Before this world, the story begins, there was a world in the sky. Beneath it lay only water, crowded with the animals who swim and dive. In the tellings of the Haudenosaunee, the Six Nations confederacy of the Mohawk, Oneida, Onondaga, Cayuga, Seneca, and Tuscarora, the earth we stand on begins with a fall. A woman of the Sky World tumbles through a hole opened where a great tree was uprooted, and falls toward the endless sea.
She does not fall alone. The waterfowl see her and rise together, catching her on their joined wings. But there is nowhere to set her down, until the great turtle offers his back. Then the diving animals attempt what the story remembers as the costliest errand in the world: swimming to the bottom of the sea for a little soil. One after another fails and floats up drowned or breathless. In various tellings it is the beaver, the otter, the loon. At last the smallest, the muskrat, comes up barely alive with a few grains of mud in his paw. Spread on the turtle’s shell, the mud begins to grow. It grows into the world.
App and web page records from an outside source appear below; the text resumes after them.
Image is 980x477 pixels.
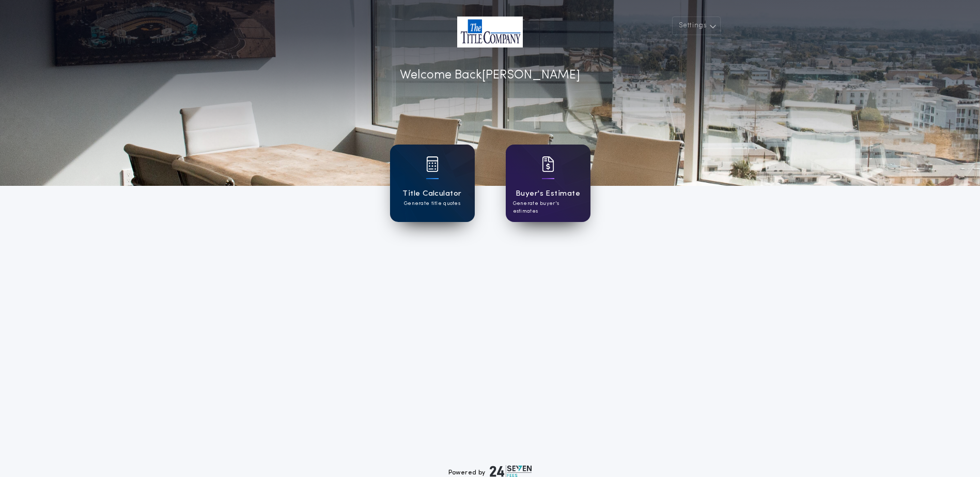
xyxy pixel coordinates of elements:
p: Generate buyer's estimates [513,200,583,215]
a: card iconTitle CalculatorGenerate title quotes [390,145,474,222]
h1: Buyer's Estimate [516,188,580,200]
p: Welcome Back [PERSON_NAME] [400,66,580,85]
img: card icon [542,156,554,172]
a: card iconBuyer's EstimateGenerate buyer's estimates [506,145,590,222]
p: Generate title quotes [404,200,460,208]
button: Settings [672,16,721,35]
img: card icon [426,156,438,172]
h1: Title Calculator [402,188,461,200]
img: account-logo [457,16,523,47]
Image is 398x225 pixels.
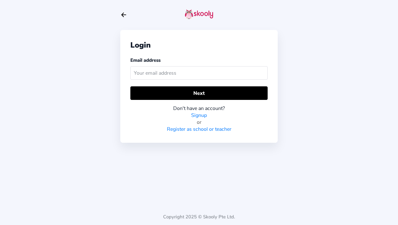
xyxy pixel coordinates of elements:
div: Login [130,40,268,50]
div: Don't have an account? [130,105,268,112]
img: skooly-logo.png [185,9,213,19]
label: Email address [130,57,161,63]
div: or [130,119,268,126]
a: Signup [191,112,207,119]
button: arrow back outline [120,11,127,18]
button: Next [130,86,268,100]
a: Register as school or teacher [167,126,231,133]
input: Your email address [130,66,268,80]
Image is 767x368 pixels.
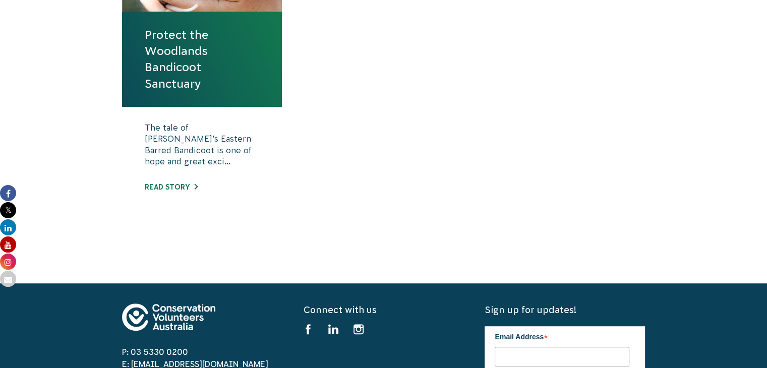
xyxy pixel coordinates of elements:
[145,122,260,172] p: The tale of [PERSON_NAME]’s Eastern Barred Bandicoot is one of hope and great exci...
[145,27,260,92] a: Protect the Woodlands Bandicoot Sanctuary
[495,326,629,345] label: Email Address
[145,183,198,191] a: Read story
[303,304,463,316] h5: Connect with us
[485,304,645,316] h5: Sign up for updates!
[122,304,215,331] img: logo-footer.svg
[122,347,188,356] a: P: 03 5330 0200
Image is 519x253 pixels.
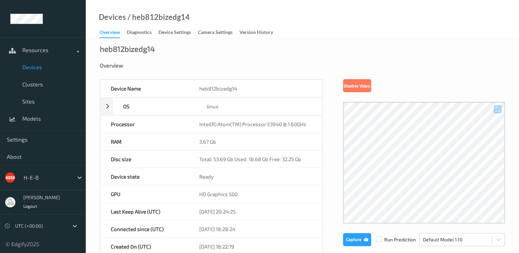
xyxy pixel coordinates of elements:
[189,221,322,238] div: [DATE] 18:28:24
[343,233,371,246] button: Capture
[99,14,126,21] a: Devices
[159,28,198,37] a: Device Settings
[100,29,120,38] div: Overview
[189,186,322,203] div: HD Graphics 500
[159,29,191,37] div: Device Settings
[100,97,323,115] div: OSlinux
[127,29,152,37] div: Diagnostics
[113,98,197,115] div: OS
[371,237,416,243] span: Run Prediction
[126,14,190,21] div: / heb812bizedg14
[101,203,189,220] div: Last Keep Alive (UTC)
[189,116,322,133] div: Intel(R) Atom(TM) Processor E3940 @ 1.60GHz
[100,28,127,38] a: Overview
[240,29,273,37] div: Version History
[189,133,322,150] div: 3.67 Gb
[101,116,189,133] div: Processor
[101,221,189,238] div: Connected since (UTC)
[101,133,189,150] div: RAM
[100,45,155,52] div: heb812bizedg14
[198,29,233,37] div: Camera Settings
[189,203,322,220] div: [DATE] 20:24:25
[197,98,322,115] div: linux
[101,168,189,185] div: Device state
[101,151,189,168] div: Disc size
[240,28,280,37] a: Version History
[343,79,371,92] button: Disable Video
[189,80,322,97] div: heb812bizedg14
[127,28,159,37] a: Diagnostics
[189,151,322,168] div: Total: 53.69 Gb Used: 18.68 Gb Free: 32.25 Gb
[101,186,189,203] div: GPU
[100,62,505,69] div: Overview
[198,28,240,37] a: Camera Settings
[101,80,189,97] div: Device Name
[189,168,322,185] div: Ready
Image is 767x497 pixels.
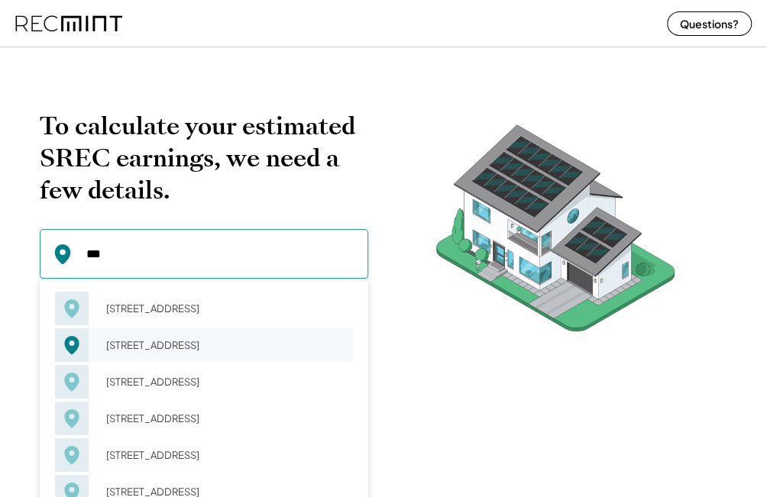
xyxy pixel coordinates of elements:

In many tellings Sky Woman, or her daughter, then walks the new earth in widening circles, and from her come the plants and the peoples. North America keeps, in many Indigenous communities to this day, the name the story gave it: Turtle Island.
The record, honestly
This entry rests on two unusual sources. The first is early and Indigenous. David Cusick, a Tuscarora writer, published his Sketches of Ancient History of the Six Nations in 1827, one of the first accounts of the tradition set down by one of its own people. The second is deep and careful. J. N. B. Hewitt, himself of Tuscarora descent, working for the Bureau of American Ethnology, recorded Onondaga, Seneca, and Mohawk tellings in the original languages with interlinear translation (1903). As with all living traditions in this wing: the versions differ among nations and tellers by design, the tradition remains the property of the Haudenosaunee, and this entry gives only the published outline.
The library’s hand
Two things distinguish this beginning among the doors of the wing. First, creation here is cooperative and costly. The world exists because many small animals tried, one drowned diver at a time, and the least of them succeeded. There is no solitary omnipotence in the story at all. Second, it belongs to the earth-diver family, the most widespread creation-motif on the planet, told from Siberia to the Balkans to these woodlands (the Slavic door opens on another branch of it). Two continents, one image: the world begins with someone willing to dive.